More | TalkSome suspense novelists grow weary of reprising their characters in book after book and seek respite by writing stand-alone novels. But Deborah Crombie's fans need not worry.
More | TalkWEDNESDAY Jessica Clark and Tracy Van Slyke and ''Beyond the Echo Chamber.'' 6:30 p.m. Books & Books, 265 Aragon Ave., Coral Gables
More | TalkA few years ago, plots about subprime lending, short selling and the stock market would have been the sorts of themes to make readers' eyes glaze over. But that was before the economy collapsed, and Wall Street brokers went from being masters of the universe to pariahs.
More | TalkAn organization of World War II veterans is unhappy with James Cameron's support for a discredited history of the atomic bombing of Japan that the director has optioned for a possible film.
More | TalkWhat a matchup.

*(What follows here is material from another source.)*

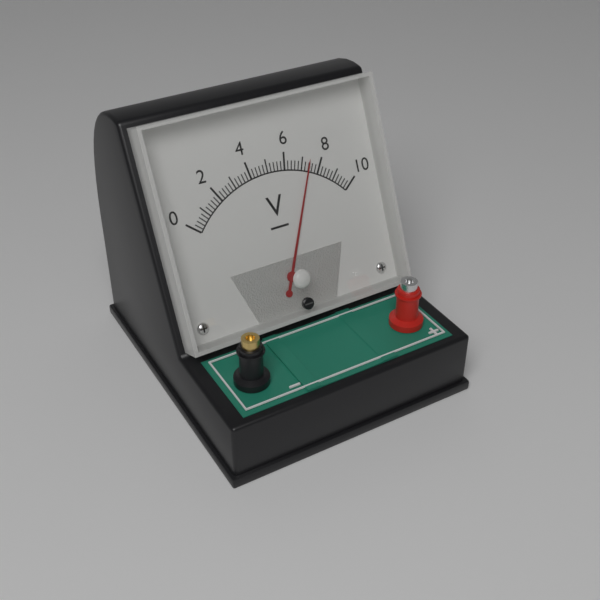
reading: 7.4 V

Female literary superstars Barbara Kingsolver and Lorrie Moore are going head to head as finalists for this year's prestigious PEN/Faulkner Award.
More | TalkTUESDAY<p/>Alexandra Diaz and Bonnie J. Doerr and ``Of All the Stupid Things'' and ``Island Sting.'' 7 p.m. Books & Books, 265 Aragon Ave., Coral Gables.
More | TalkSince housing prices peaked in 2006, we've been in a bull market for nonfiction about the Great Recession. From Andrew Sorkin's Too Big to Fail to William Cohan's House of Cards, journalists, historians and economists have spent millions of words explaining the crisis that gutted Lehman Brothers, emasculated General Motors and robbed 10 percent of us of our jobs.
More | TalkDavid Aaronovitch and I are reporters, born the same year, but it seems he was a lot luckier than I for the first 30 years or so of his career.
More | TalkThe death threats? Too numerous to count. The serious attempts on his life ranged from make-believe doctors offering potentially fatal ''medicine'' to a traffic accident that was no accident at all.